Sogorea Te’ Is Growing a Just Future by Looking to the Past

Sogorea Te’ Land Trust envisions a Bay Area in which Ohlone language and ceremony are an active, thriving part of the cultural landscape, where Ohlone history is taught, and where intertribal Indigenous communities have affordable housing, social services, cultural centers, and land to live, work and pray on.

When the Spanish touched down on the continent in the late 1700s, they began what would be centuries of terror, enslavement, and genocide against the Indigenous people. The Spaniards invaded and colonized the land, attempted to strip Native people of their languages and cultural practices and replace them with Christian ideology, and brought deadly diseases and invasive species with devastating consequences for the Ohlone people and the native flora and fauna.

Those who survived faced the United State’s genocidal policies. Enduring state-backed racial discrimination, oppression, and violence, Ohlone families concealed their culture and heritage to survive. Combined with the passage of time, this has led to the loss of much of Ohlone traditions and knowledge.

Sogorea Te’ is an Indigenous women-led organization that is working to facilitate the return of Ohlone land to Indigenous people and the revitalization of Ohlone knowledge and culture in a 21st-century world. 

“The first thing I envision doing is creating a space where Ohlone people can come together. We can revitalize language and song and dance and ceremony. We can talk about ways of looking at the Bay Area in a different way, and really doing what our ancestors had originally taught us to do: take care of the land. And how do we do that in an urban environment, with cities built up all around us? How do we stay true to those original teachings? How do we then pass that on to our kids? It’s about the survival of our culture and who we are as Ohlone people. In every other way we have been erased, and that can’t continue to happen. Our generation has to make this leap.” – Corrina Gould, Co-Director, Sogorea Te’ Land Trust

Centered in Huchuin, the ancestral homeland of the Confederated Villages of Lisjan Ohlone, now known as the East Bay, Sogorea Te’ has rematriated and is caring for the land at landback sites, where they plant crops, native plants, and herbs. These are spaces to grow, harvest, and process crops, seeds, and medicines and practice traditions. Sogorea Te’ distributes the food they grow from these sites and leads community volunteering sessions. They regenerate and return to the cultural knowledge and practices that were lost in colonization through projects and everyday practices such as Mak Noono Tiirinikma, which means “our language awakens” in Chochenyo and serves to breathe new life into an Ohlone language that was once on the brink of erasure. Through their work, they bring Indigenous and non-Indigenous people together to heal and transform the legacies of colonization, genocide, and patriarchy. 

We prioritize funding for Black, Indigenous, and people of color-led and centered work, with a particular focus on women of color-led work. Solutions to systemic oppression need to resource and shift power to the communities most impacted by its effects. To create a just world, we must follow Indigenous leadership, center Indigenous voices, and shift power to Indigenous communities. We are proud to fund Sogorea Te’ through our Safe & Sustainable Future For All Impact Collective

“This grant will significantly increase Sogorea Te’s capacity to rematriate the land through their landback efforts, build community resilience, and also partner with more of our towns and help us shift the way we all relate to our land and its history.” – Laura Merchant, WDN member, member of our Safe & Sustainable Future For All Impact Collective

We must center, resource, and shift power to those most affected by systemic oppression in order to create an equitable society. We look forward to continuing to grow our community and collaboration with Sogorea Te’. 

Additional resources:

  • The work of Sogorea Te’ is multifaceted and growing; browse through their website or follow them on Facebook to keep up with everything they’re doing. One of Sogorea Te’s recent and exciting pieces of news is the City of Albany’s resolution to work with them on land rematriation. 
  • Learn more about Sogorea Te’s Shumi Land Tax, a voluntary tax that directly supports Sogorea Te’s work of rematriation.
  • Read some of Sogorea Te’s educational resources. An important one is their piece on land acknowledgments, something that is becoming more of a common practice but must be done with intention and understanding to create positive change.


● **WORK REQUEST**
The copy you give must match the lines from the top of the data through the line containing "Task: Click on the span: Phone" exactly, and it must hold no pictures.
==============================
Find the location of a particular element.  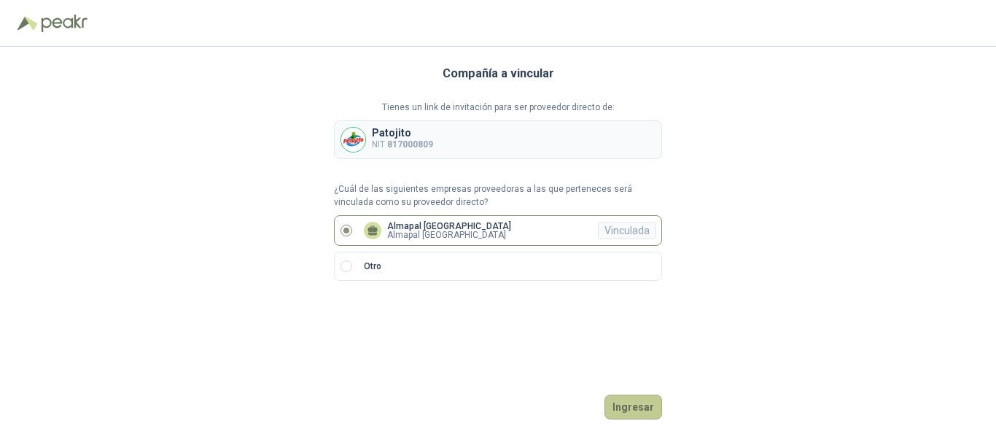

img: Company Logo is located at coordinates (353, 139).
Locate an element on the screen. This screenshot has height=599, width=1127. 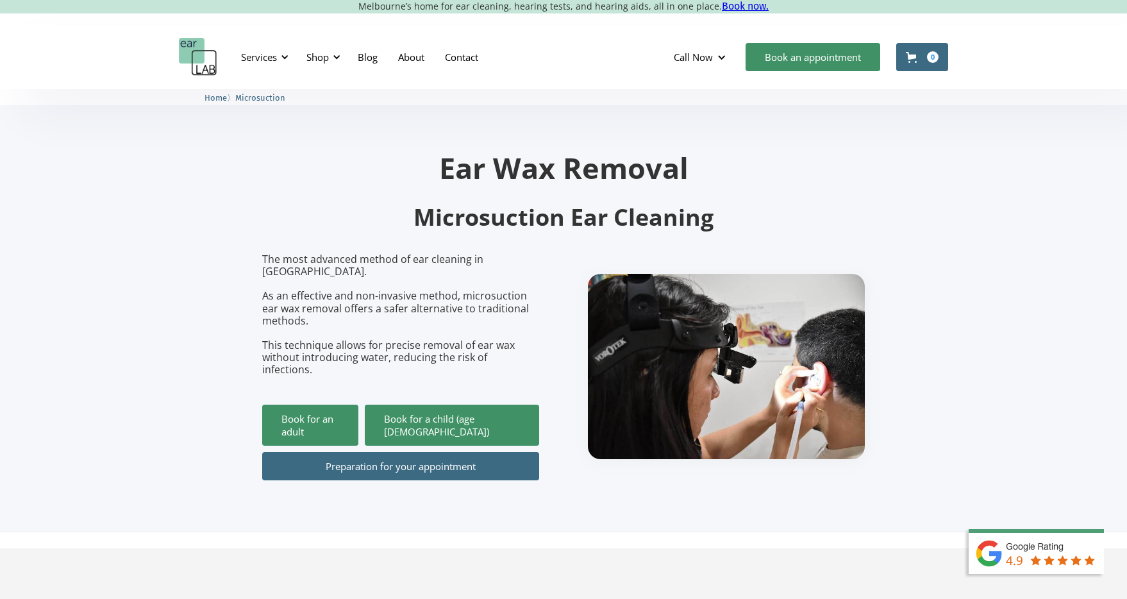
div: Shop is located at coordinates (317, 57).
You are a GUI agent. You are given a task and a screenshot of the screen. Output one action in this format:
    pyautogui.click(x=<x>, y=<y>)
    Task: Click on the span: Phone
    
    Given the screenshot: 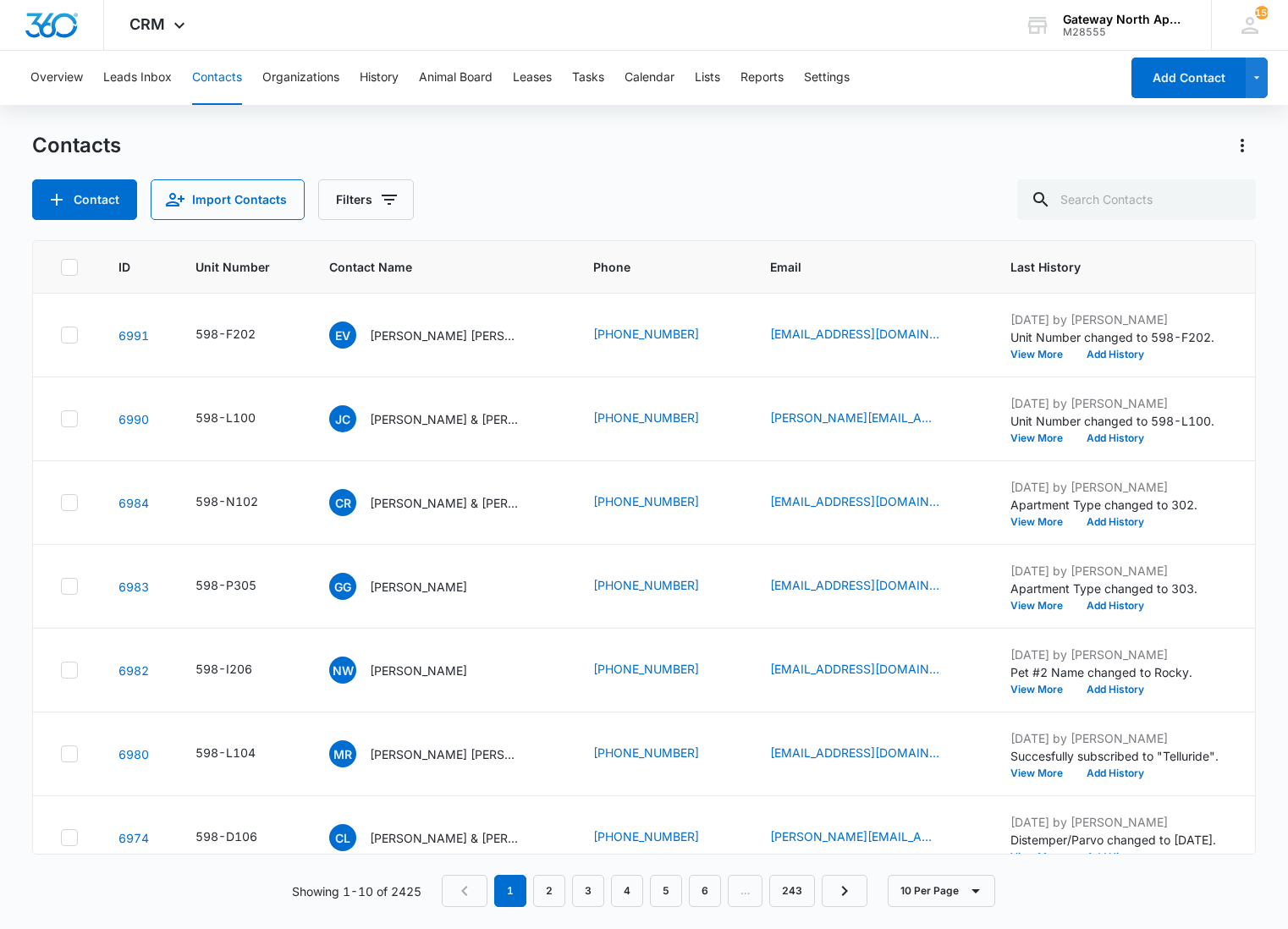 What is the action you would take?
    pyautogui.click(x=649, y=267)
    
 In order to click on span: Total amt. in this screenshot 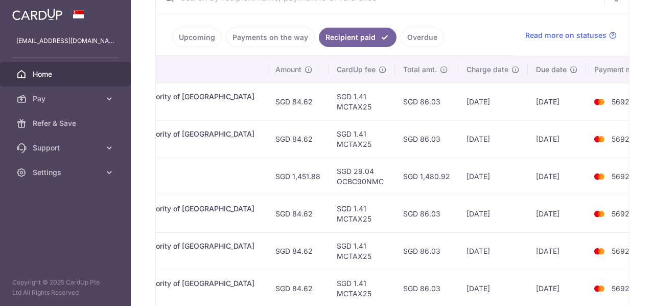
==============================
● **OUTPUT FOR THIS EXERCISE**
Find the location of a particular element.  

img: Company Logo is located at coordinates (353, 139).
Locate an element on the screen. This screenshot has height=599, width=1127. 
div: Shop is located at coordinates (317, 57).
You are a GUI agent. You are given a task and a screenshot of the screen. Output one action in this format:
    pyautogui.click(x=<x>, y=<y>)
    Task: Click on the span: Phone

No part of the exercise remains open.